Single-use challenges

Challenges are 32 random bytes, atomically consumed via ChallengeStore.takeOnce. Default TTL is five minutes; finish after expiry returns challenge_expired.

04 · hashing

Argon2id everywhere

Backup codes and OTPs are stored as Argon2id hashes. Plaintext is returned exactly once at regeneration time. OTP additionally carries a deployment pepper resolved at boot and never logged.

05 · lockout

Last-credential guard

Deleting the last passkey when no backup codes remain returns 409 Conflict (by default).
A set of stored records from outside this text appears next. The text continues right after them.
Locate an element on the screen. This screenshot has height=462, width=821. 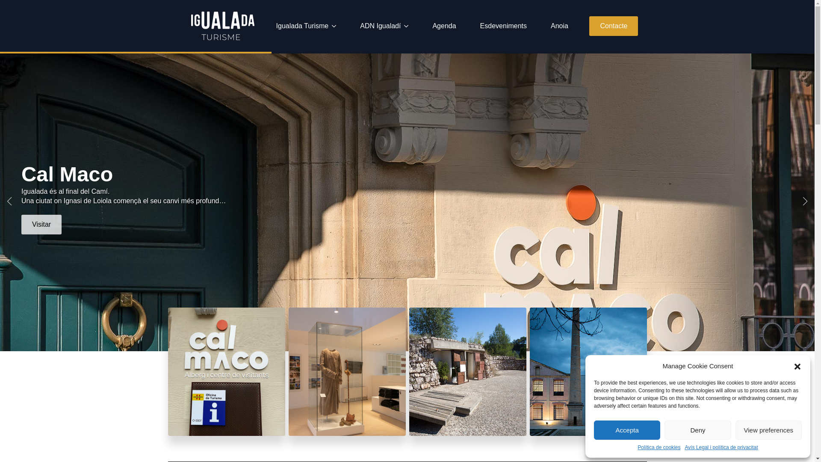
Igualada Turisme is located at coordinates (299, 26).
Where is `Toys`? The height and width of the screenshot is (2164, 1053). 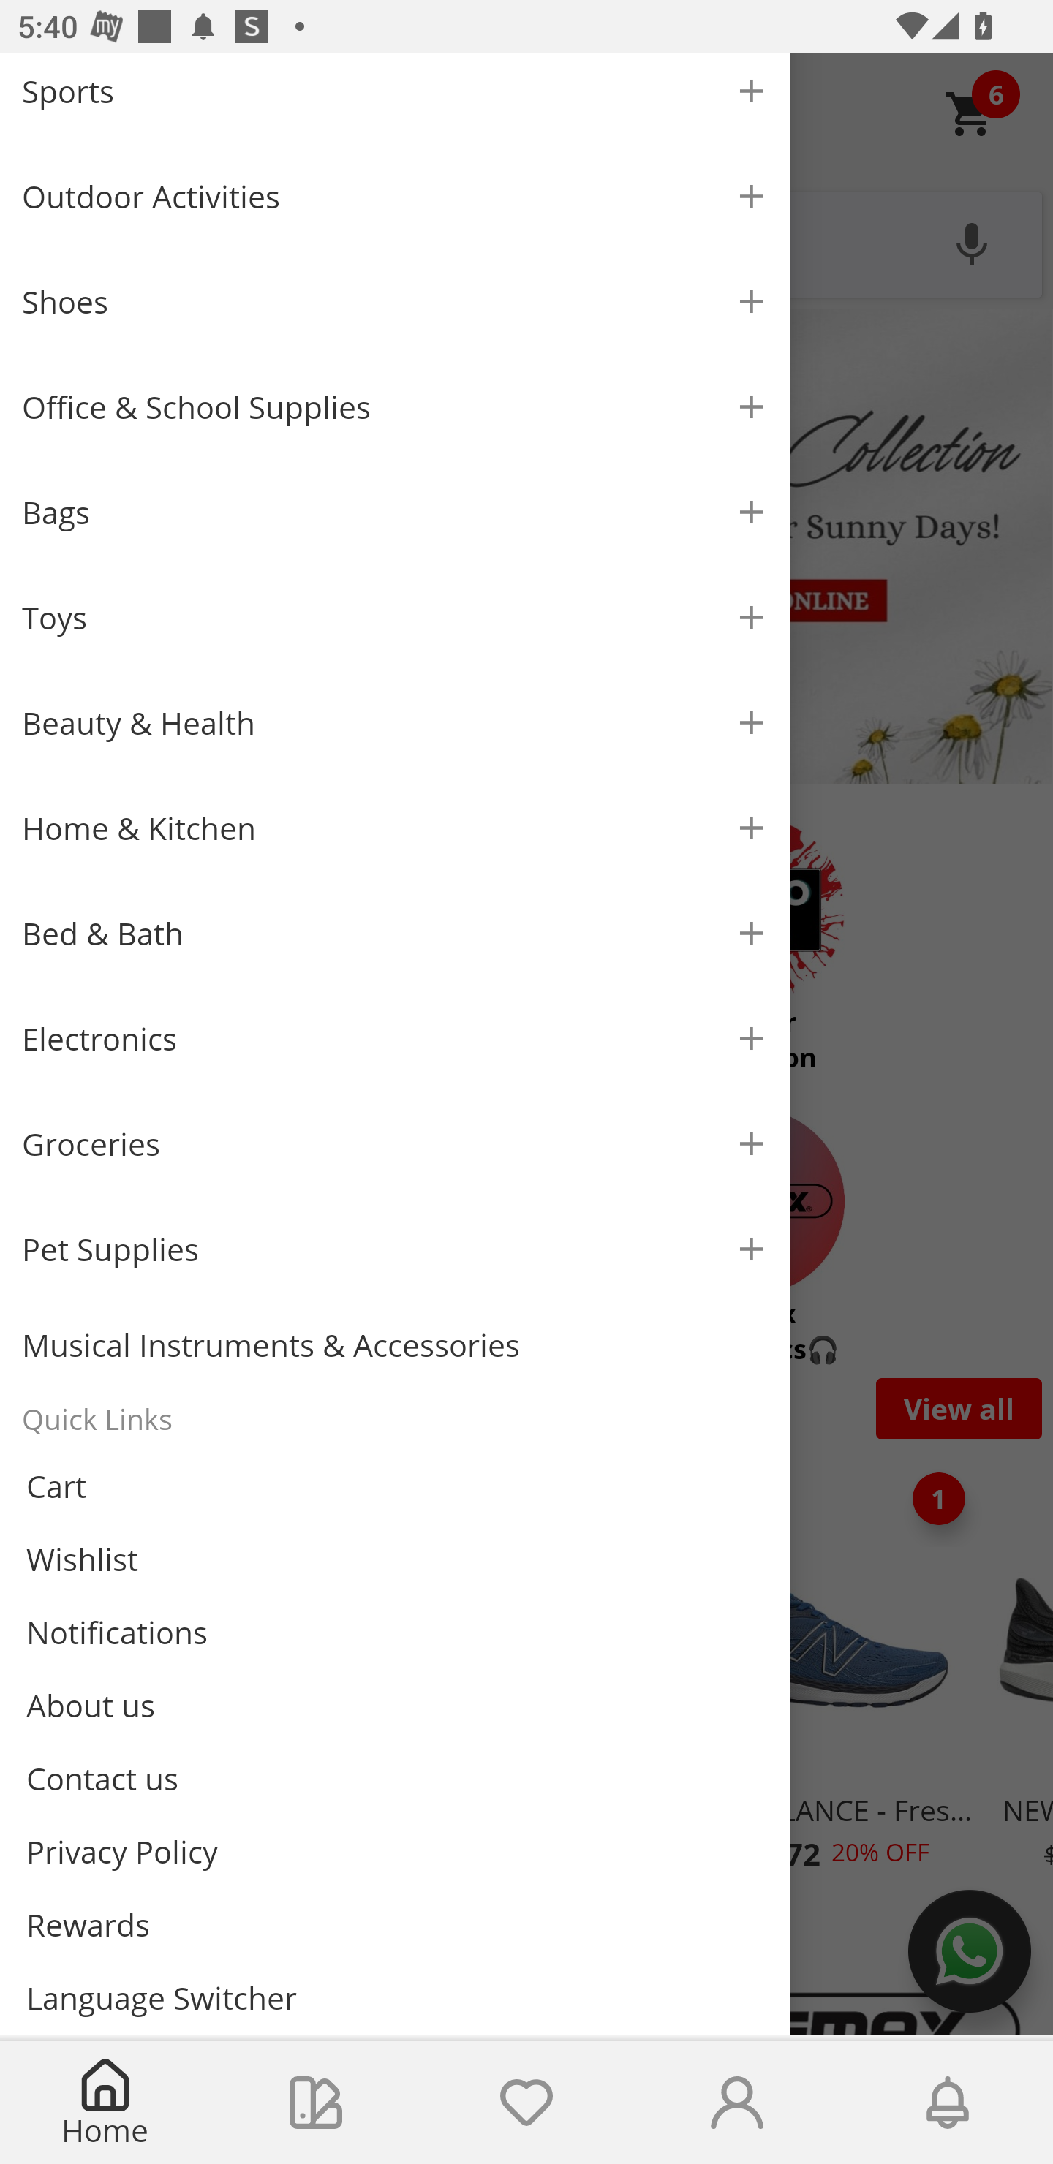
Toys is located at coordinates (395, 617).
Backup codes are the documented recovery path; encourage users to enroll a second passkey before removing the first.

06 · pii

No PII ownership

pk-auth never stores names, emails, or display names of its own. The UserLookup SPI is the only channel to user data, and your implementation decides what crosses the boundary.

07 · flood

Built-in rate limiter

The CeremonyRateLimiter SPI throttles per-IP and per-username; an in-memory Caffeine default ships. Swap for a shared store across replicas. A WAF / API gateway upstream is still recommended for heavy floods.

08 · tokens

Stateless by default, revocable when you need it

Authentication returns a short-lived JWT (one-hour default). When you need true server-side revocation — logout-everywhere, admin-revoke, user-delete before exp — the AccessTokenStore SPI is the paved road; RevocationCheck is the lighter deny-list option.

09 · sessions

Refresh-token replay defense

Rotating refresh tokens are one row per rotation with atomic mark-and-insert. A detected replay scorches the entire token family, forcing re-authentication. See ADR 0013.

10 · audit

Structured logs first

Credential deletion emits pkauth.credential.deleted. Every ceremony logs userHandle, credentialId, origin, and counter; ship to an immutable store and alert on regressions.

Project maturity

pk-auth is MIT-licensed and AI-authored under human architectural direction. It ships a full STRIDE threat model, an SPI stability policy, and a green CI / end-to-end suite — but it has not yet undergone independent third-party security review. It is production-grade in engineering rigor, but not yet security-audited — evaluate it accordingly, pin a version, and read the changelog before upgrading.

Note that attestation conveyance defaults to none (any authenticator is accepted); hosts that need attestation verification must opt into the strict WebAuthn4J manager. Read the STRIDE threat model and the stability & versioning policy.